With Manfred the methods of rule and policies of Fred-
erick II acquired new vigour. It seemed in the years around
1260 that Frederick's hopes had been redeemed. Within the
kingdom, urban liberties were rapidly revoked. The port of
Manfredonia, founded by him, was to remain an important
centre of the grain trade of the Adriatic long after he died.

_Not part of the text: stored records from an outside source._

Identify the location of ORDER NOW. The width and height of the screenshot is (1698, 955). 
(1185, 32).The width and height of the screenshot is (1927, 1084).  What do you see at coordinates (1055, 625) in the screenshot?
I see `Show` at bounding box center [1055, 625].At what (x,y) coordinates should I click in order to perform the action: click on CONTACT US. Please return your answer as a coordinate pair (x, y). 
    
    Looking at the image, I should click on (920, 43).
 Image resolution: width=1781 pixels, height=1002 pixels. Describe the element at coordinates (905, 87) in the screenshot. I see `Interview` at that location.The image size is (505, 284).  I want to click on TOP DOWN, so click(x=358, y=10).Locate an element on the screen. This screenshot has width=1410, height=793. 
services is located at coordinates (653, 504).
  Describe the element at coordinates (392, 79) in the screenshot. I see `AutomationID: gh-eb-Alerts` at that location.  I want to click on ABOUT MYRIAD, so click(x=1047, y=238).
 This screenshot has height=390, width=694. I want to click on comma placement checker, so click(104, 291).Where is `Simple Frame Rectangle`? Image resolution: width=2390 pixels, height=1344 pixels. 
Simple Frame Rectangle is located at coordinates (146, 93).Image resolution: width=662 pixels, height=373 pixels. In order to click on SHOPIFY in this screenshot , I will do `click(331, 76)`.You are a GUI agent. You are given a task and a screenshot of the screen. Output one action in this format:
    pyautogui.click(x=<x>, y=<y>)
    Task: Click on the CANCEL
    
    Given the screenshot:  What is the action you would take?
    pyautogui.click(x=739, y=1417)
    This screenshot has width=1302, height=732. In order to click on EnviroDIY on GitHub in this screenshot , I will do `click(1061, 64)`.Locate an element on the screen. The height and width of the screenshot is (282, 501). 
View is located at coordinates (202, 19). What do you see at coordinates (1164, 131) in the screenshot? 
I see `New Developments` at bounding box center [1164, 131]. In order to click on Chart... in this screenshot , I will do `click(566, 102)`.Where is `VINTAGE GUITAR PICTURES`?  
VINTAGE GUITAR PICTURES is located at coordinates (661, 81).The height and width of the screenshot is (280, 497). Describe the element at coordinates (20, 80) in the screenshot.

Manfred took advantage of papal inanition north of Rome
as well as in southern Italy. He could not hope to settle the
internal rivalries of the north Italian towns, as past Hohen-
staufen had dreamed of doing; he gave armed support to
the pro-Hohenstaufen Ghibelline faction of Siena in 1260,
when at the battle of Montaperti they and their Tuscan allies
defeated a league of pro-papal Guelfs. As his authority in Italy
grew, Manfred leaned increasingly towards the Ghibelline
towns, claiming overlordship as far north as Alessandria in
Piedmont. Although he could not match Frederick II, in
the sense that he possessed no rights in Germany, he had
effectively acquired the influence in central and northern
Italy which his father had exercised. If anything, in fact, his
influence was greater, because he had the backing of a solid
Ghibelline grouping which took advantage of the weakness
of the late thirteenth-century papacy to extend its network
of alliances deep into Tuscany. Manfred, though a bastard,
acquired the seal of respectability when his daughters made
good marriages: that between his daughter Helena and
Michael II, Despot of Epiros brought the Hohenstaufen as
dowry the island of Corfu, as well as Durazzo, Avlona and
'1-
Butrint on the Albanian coast. ' Another daughter, Con-
stance (carrying a venerable Hohenstaufen family name,
redolent of empire) was betrothed in 1258 to the future King
Peter III of Aragon. This marriage alliance was to rock the
Mediterranean, and it is now necessary to look at the anteced-
ents of Peter the Great in order to see why.


37, D.M. Nicol, The Despotate of J<,piros (Oxford, 1958), pp. 166-82.